At least one Democratic legislator is not going to roll over and play dead for Gov. Scott Walker and the Republican reich, er, right. WisPolitics.com reports:




Assembly Dems were able to stall a bill to repeal a trove of changes to auto insurance passed in the last state budget.

Rep. David Cullen, D-Milwaukee, stopped a final vote by objecting to the third reading. Republicans fell short of meeting the two-thirds vote required to override the objection...

Cullen said Republicans used the issue to distribute "lies and distortions," and said the predicted rate increases never came to be.

The bill can come back to the floor for a vote in the next Assembly regular session day, which is set for Feb. 22.

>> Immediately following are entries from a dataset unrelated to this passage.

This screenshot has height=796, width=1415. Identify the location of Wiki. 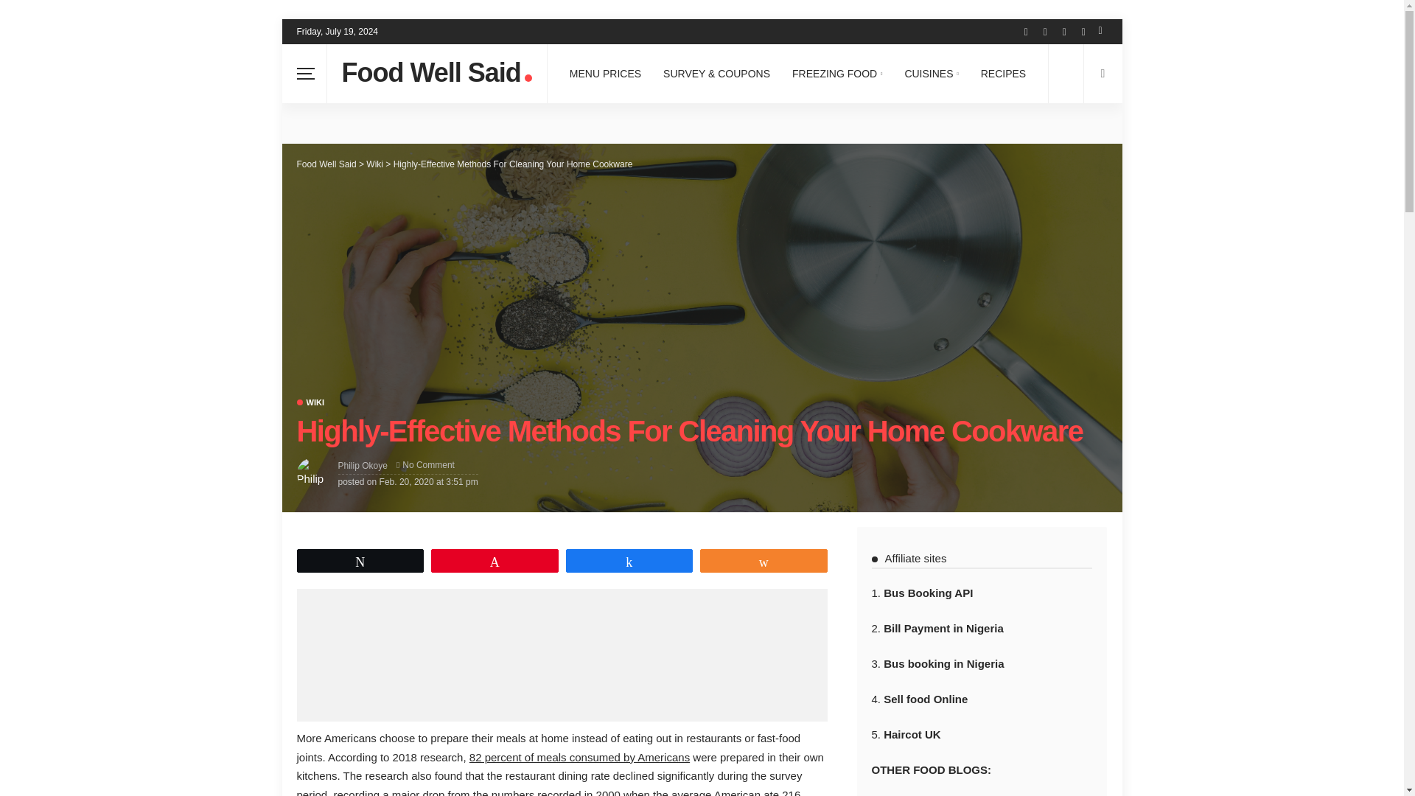
(310, 402).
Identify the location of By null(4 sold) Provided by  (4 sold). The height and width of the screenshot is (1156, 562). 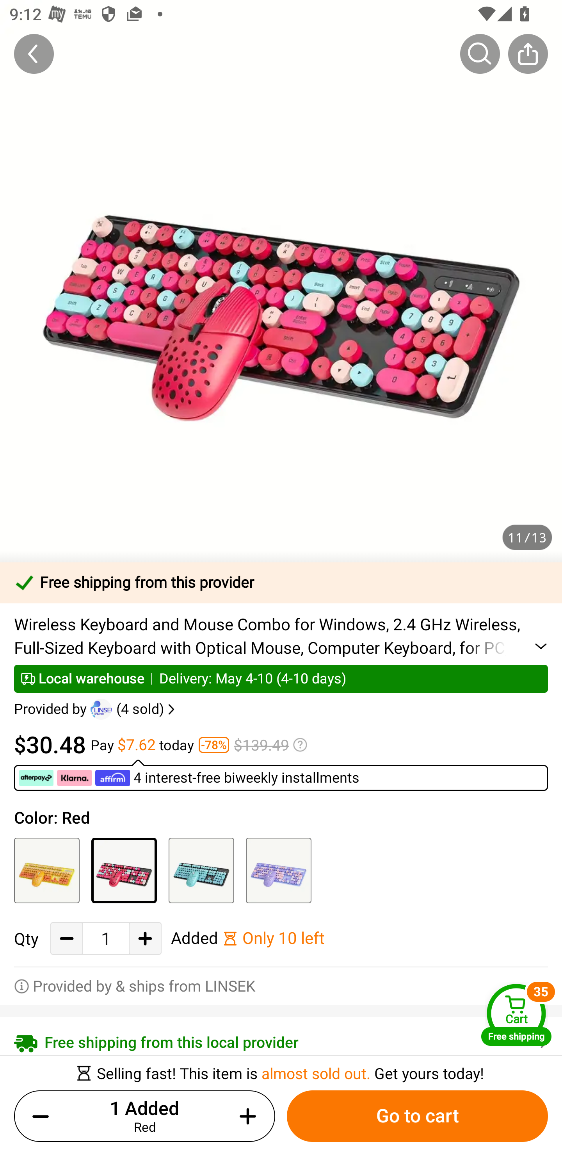
(96, 709).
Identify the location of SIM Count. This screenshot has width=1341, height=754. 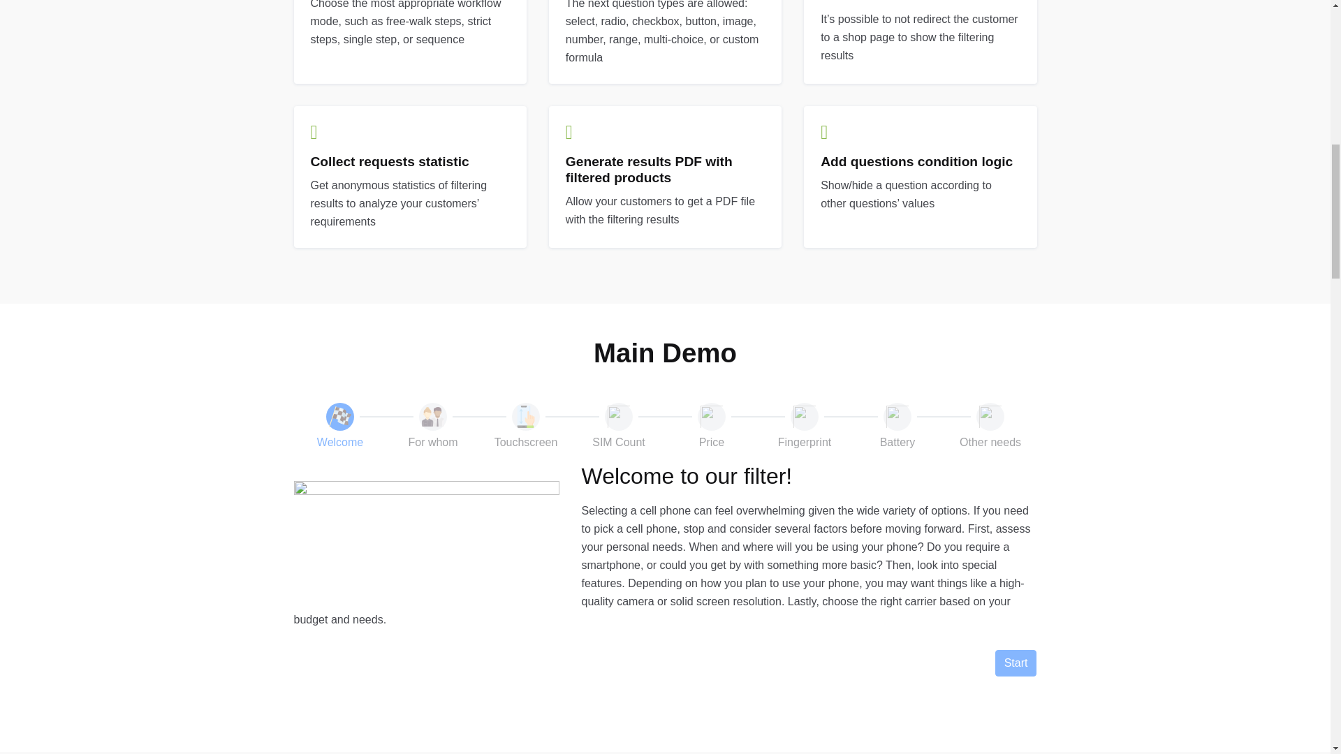
(619, 427).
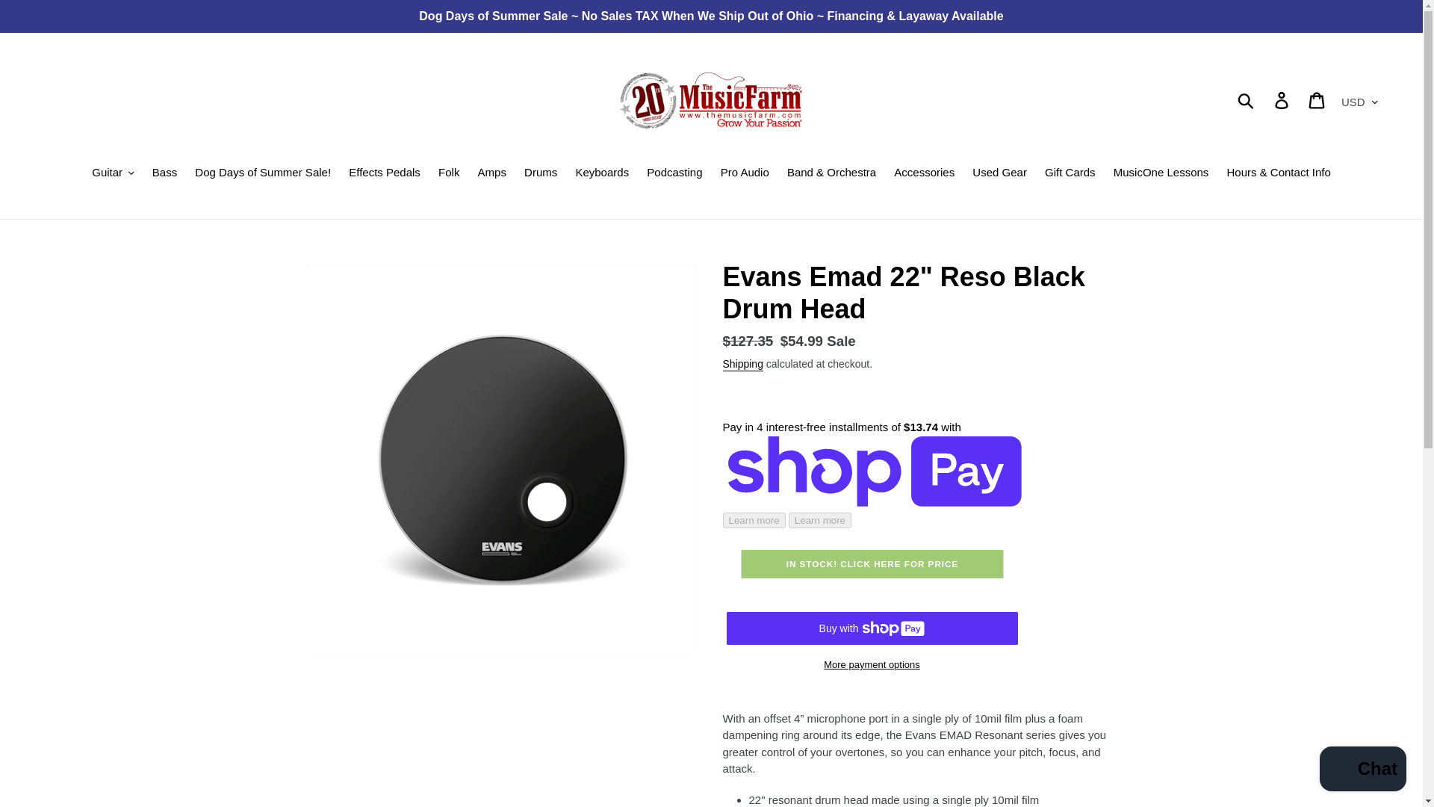 The width and height of the screenshot is (1434, 807). Describe the element at coordinates (1363, 770) in the screenshot. I see `Shopify online store chat` at that location.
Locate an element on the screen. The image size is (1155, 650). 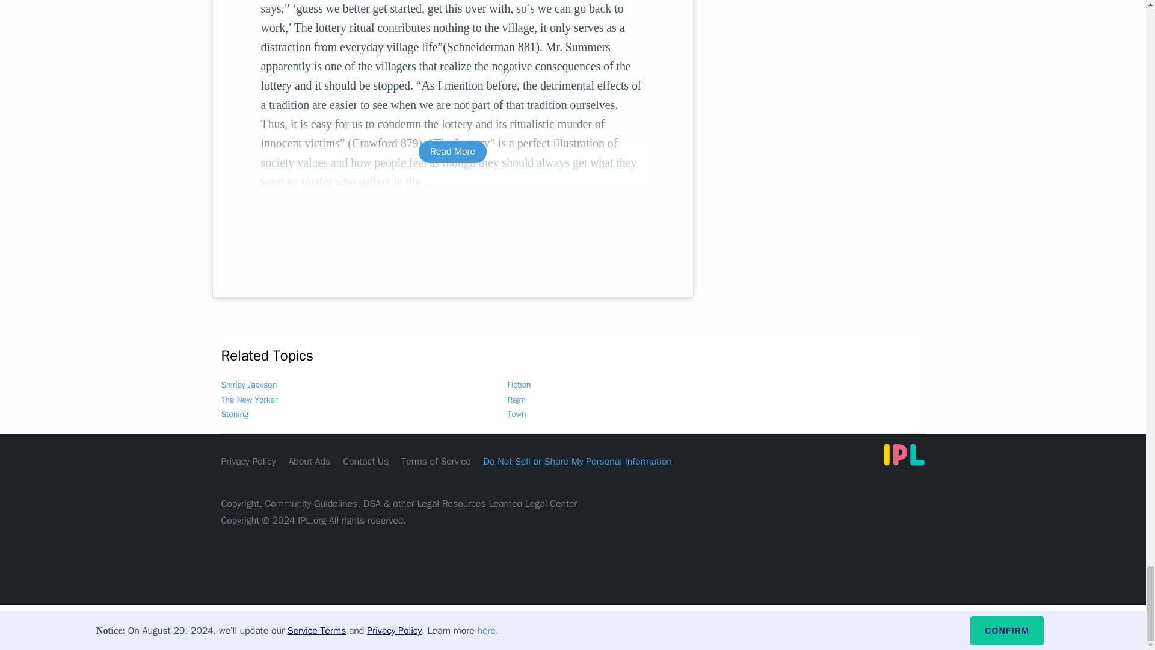
The New Yorker is located at coordinates (250, 400).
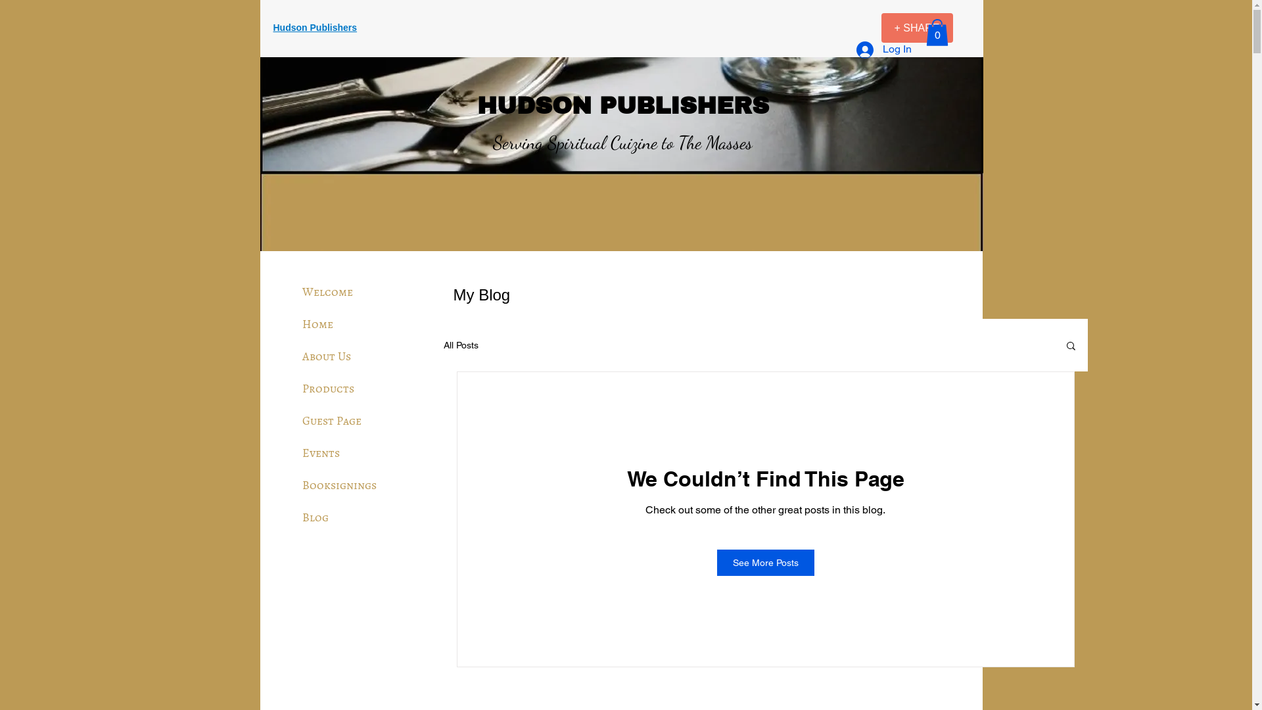 The height and width of the screenshot is (710, 1262). Describe the element at coordinates (327, 356) in the screenshot. I see `About Us` at that location.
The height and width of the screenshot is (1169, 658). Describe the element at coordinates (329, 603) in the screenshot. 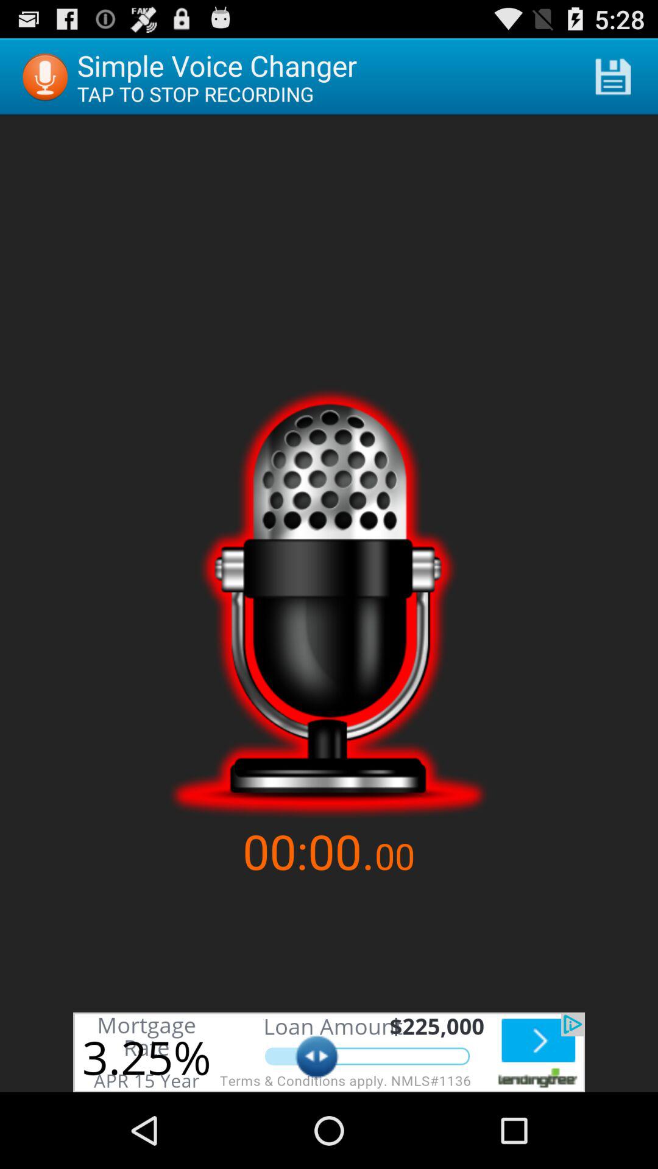

I see `record` at that location.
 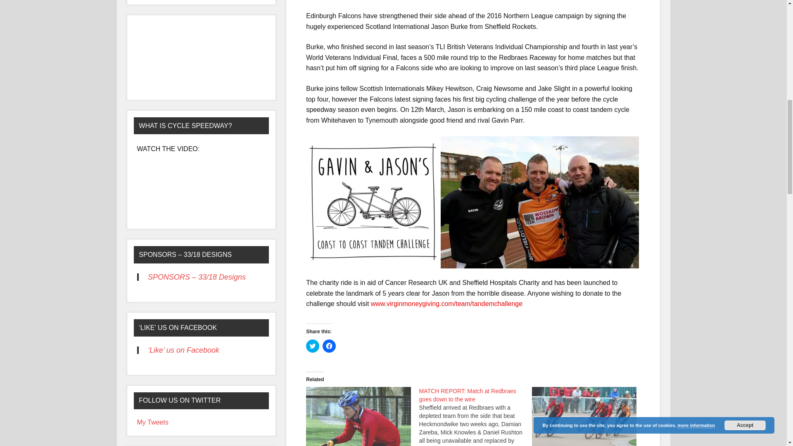 What do you see at coordinates (359, 416) in the screenshot?
I see `CLUB NEWS: Falcons there for Jason` at bounding box center [359, 416].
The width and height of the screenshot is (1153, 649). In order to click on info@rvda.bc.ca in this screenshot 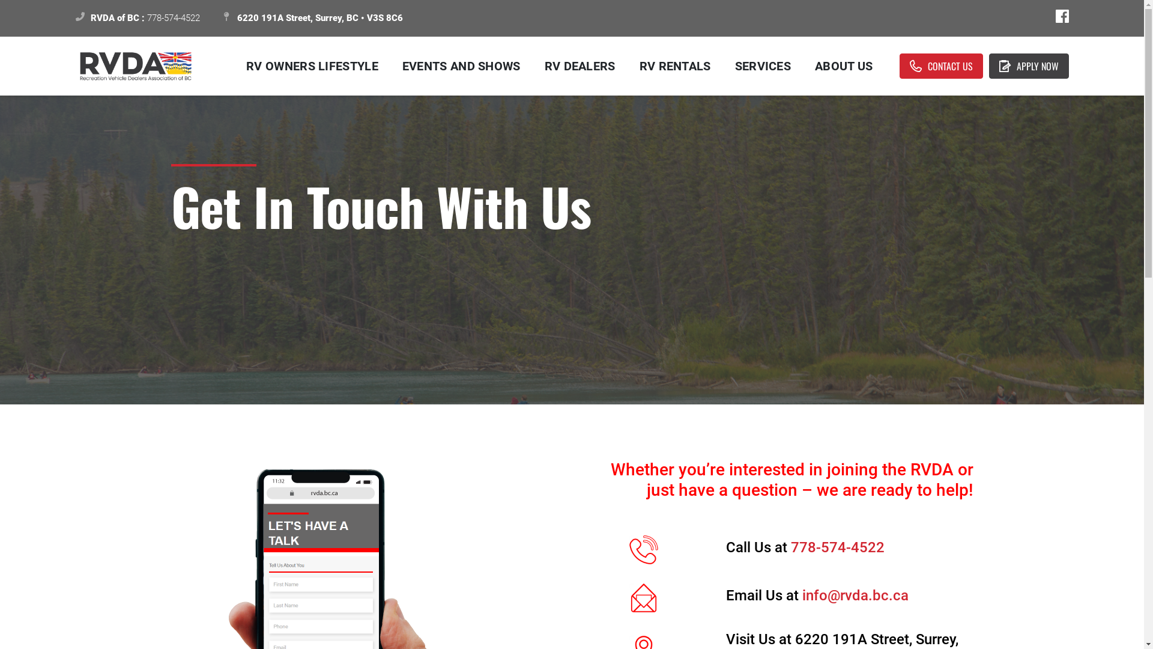, I will do `click(855, 595)`.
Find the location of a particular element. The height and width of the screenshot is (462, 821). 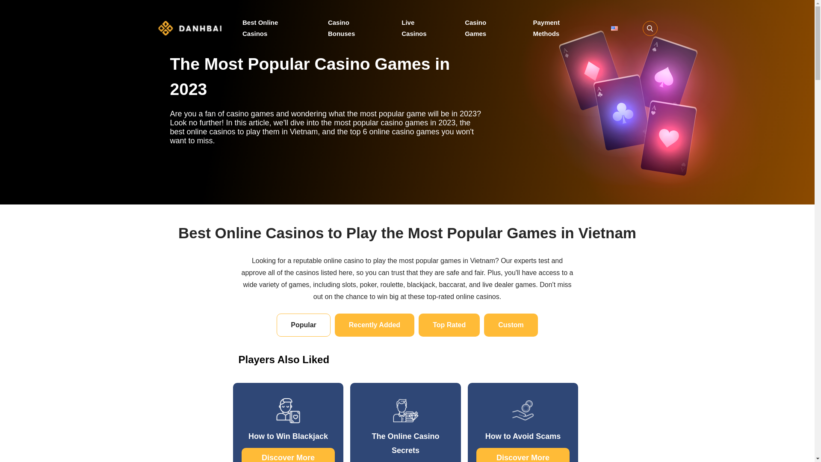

It's only a three-week delay, but sometimes legislators actually hear from their constituents when they're home and have been known to change their minds. Regardless, it is an encouraging sign that maybe there is some fight left in the Dem caucus after all.


Republicans in Congress have used everything in the rules, not to mention threats and blackmail,  to delay or prevent passage of the Obama/Dem agenda the last two years, despite a Dem majority, and the Rs were rewarded with an electoral sweep three months ago.


State Sen. Fred Risser can no doubt recall the days in the early 1970s when the GOP had the Senate majority but the Dems tied them into knots. Risser did a lot of the tying.


Here's hoping Cullen isn't a one-man band, but merely the first one chosen to stand up and execute a new Dem caucus strategy. We'd all be better served if they stopped this wham-bam-thank-you-ma'am style of legislating that we've seen in the special session, and let some of these issues marinate a bit.